9:00 – 9:30 Light breakfast

9:30 – 11:00 Chung-chieh Shan (Indiana)
From Language Models to Distributional Semantics
Discussant: Noah Goodman

11:15 – 12:45 Richard Socher (Stanford)
Recursive Deep Learning for Modeling Semantic Compositionality
Discussant: Thomas Icard

12:45 – 2:00 Lunch

2:00 – 3:30 Stephen Clark (Cambridge)
A Mathematical Framework for a Compositional Distributional Model of Meaning
Discussant: Stanley Peters

3:45 – 5:00 Breakout Groups and Discussion

5:00 – Snacks & Beverages

Chung-chieh Shan
University of Indiana
Talk time: 9:30am – 11:00am

Title: From Language Models to Distributional Semantics

Abstract: Distributional semantics represents what an expression means as a vector that summarizes the contexts where it occurs.
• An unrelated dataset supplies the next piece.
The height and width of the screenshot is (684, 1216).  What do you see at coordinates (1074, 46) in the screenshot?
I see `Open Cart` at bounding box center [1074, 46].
This approach has successfully extracted semantic relations such as similarity and entailment from large corpora. However, it remains unclear how to take advantage of syntactic structure, pragmatic context, and multiple information sources to overcome data sparsity. These issues also confront language models used for statistical parsing, machine translation, and text compression.
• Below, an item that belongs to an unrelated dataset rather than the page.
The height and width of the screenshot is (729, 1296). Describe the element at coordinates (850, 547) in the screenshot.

Thus, we seek guidance by converting language models into distributional semantics. We propose to convert any probability distribution over expressions into a denotational semantics in which each phrase denotes a distribution over contexts. Exploratory data analysis led us to hypothesize that the more accurate the expression distribution is, the more accurate the distributional semantics tends to be. We tested this hypothesis on two expression distributions that can be estimated using a tiny corpus: a bag-of-words model, and a lexicalized probabilistic context-free grammar a la Collins.

Richard Socher
Stanford University
Talk time: 11:15am – 12:45pm

Title: Recursive Deep Learning for Modeling Semantic Compositionality

Abstract: Compositional and recursive structure is commonly found in different modalities, including natural language sentences and scene images. I will introduce several recursive deep learning models that, unlike standard deep learning methods can learn compositional meaning vector representations for phrases, sentences and images. These recursive neural network based models obtain state-of-the-art performance on a variety of syntactic and semantic language tasks such as parsing, paraphrase detection, relation classification and sentiment analysis.
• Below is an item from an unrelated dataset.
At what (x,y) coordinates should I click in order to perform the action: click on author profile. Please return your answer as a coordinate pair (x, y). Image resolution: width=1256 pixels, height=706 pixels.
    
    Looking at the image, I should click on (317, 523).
Besides the good performance, the models capture interesting phenomena in language such as compositionality. For instance the models learn different types of high level negation and how it can change the meaning of longer phrases with many positive words. They can learn that the sentiment following a “but” usually dominates that of phrases preceding the “but.”Furthermore, unlike many other machine learning approaches that rely on human designed feature sets, features are learned as part of the model.

Stephen Clark
University of Cambridge
Talk time: 2:00pm – 3:30pm

Title: A Mathematical Framework for a Compositional Distributional Model of Meaning

Abstract: In this talk I will describe a mathematical framework for a unification of the distributional theory of meaning in terms of vector space models, and a compositional theory for grammatical types (based on categorial grammar). A key idea is that the meanings of functional words, such as verbs and adjectives, will be represented using tensors of various types. This mathematical framework enables us to compute the distributional meaning of a well-typed sentence from the distributional meanings of its constituents. Importantly, meanings of whole sentences live in a single space, independent of the grammatical structure of the sentence. Hence the inner-product can be used to compare meanings of arbitrary sentences, as it is for comparing the meanings of words in the distributional model.

There are two key questions that the framework leaves open: 1) what are the basis vectors of the sentence space? and 2) how can the values in the tensors be acquired? I will sketch some of the ideas we have for how to answer these questions.